After considering all of this, it's overwhelmingly obvious why I woke up in the year 2017 not knowing anything about anything. I've spent most of my life actively rejecting knowledge except that which I deemed pertinent to my career.

So after my first season of LearnedLeague, I was pretty mad that I performed much worse than people I was friends with and a legion of smart people that I've never met. I can probably count on one hand the number of activities that I both enjoy and am bad at -- golf is probably the only one I can think of off the top of my head (and I am horrid at golf...if you think shooting a 110 is bad, don't talk to me). There were only two options. Either I work to get a LOT better at LearnedLeague or I quit it forever. The problem is that I still had no interest in Da Vinci's paintings, or the Franco-Prussian War, or the states of Australia, or movies made in black-and-white, or TV legal dramas, or boxing, or Shakespeare, or Greek mythology, or the myriad other things that are completely obsolete to my everyday life unless they appear in a trivia question.

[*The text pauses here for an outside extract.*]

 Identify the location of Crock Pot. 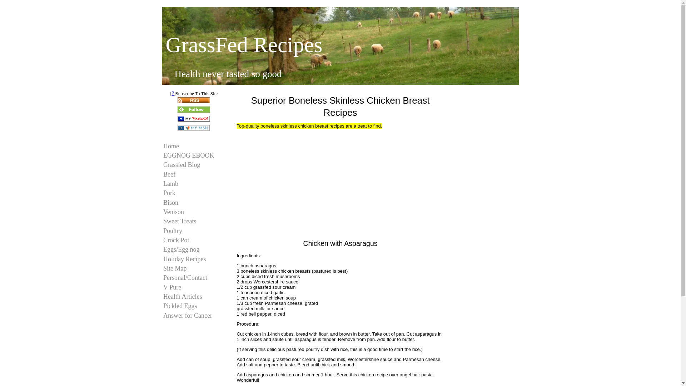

So what was going to win out here? My extremely petty level of competitiveness or my honest-to-God apathy toward what I perceive to be useless information? Would it be the gym class hero or the habitual watcher of re-runs?

With me, the gym class hero wins every time.

So I plowed ahead with LearnedLeague and tried to get better. I've tried memorizing new things and reading books on different topics. I now record every episode of Jeopardy!. I began listening to a trivia podcast about a month after making fun of someone in my mind for telling me that they listen to a "trivia podcast". It sounds like a lot of effort, and it is, but there have been some benefits in the form of lifestyle changes. I've basically quit watching TV re-runs and have mostly phased out video gaming. Whenever I'm going to spend my spare time on entertainment, I make the choice to experience something new. Hell, I even sample some old movies now. I watched The Sting the other night and liked it a great deal. Is it all being done due to this stupid push to be competitive at an online trivia competition with no prizes? Yeah, probably. But it's also probably going to make me more well-versed in the culture and such, which is good, I guess.

Make no mistake -- I'm behind the 8-ball here. Trying to rapidly (re)acquire a lifetime's worth of knowledge on the wrong side of 30 is no easy task, as my brain's capacity for memory and learning is no longer what it was. But I have improved...I've since gotten about double the amount of questions right that I did in my first season of LearnedLeague, and while I'm still in the bottom quartile of players on the site, at least I can say good-bye to my days in the bottom 3%. Hopefully this means my learning capabilities aren't quite fried yet.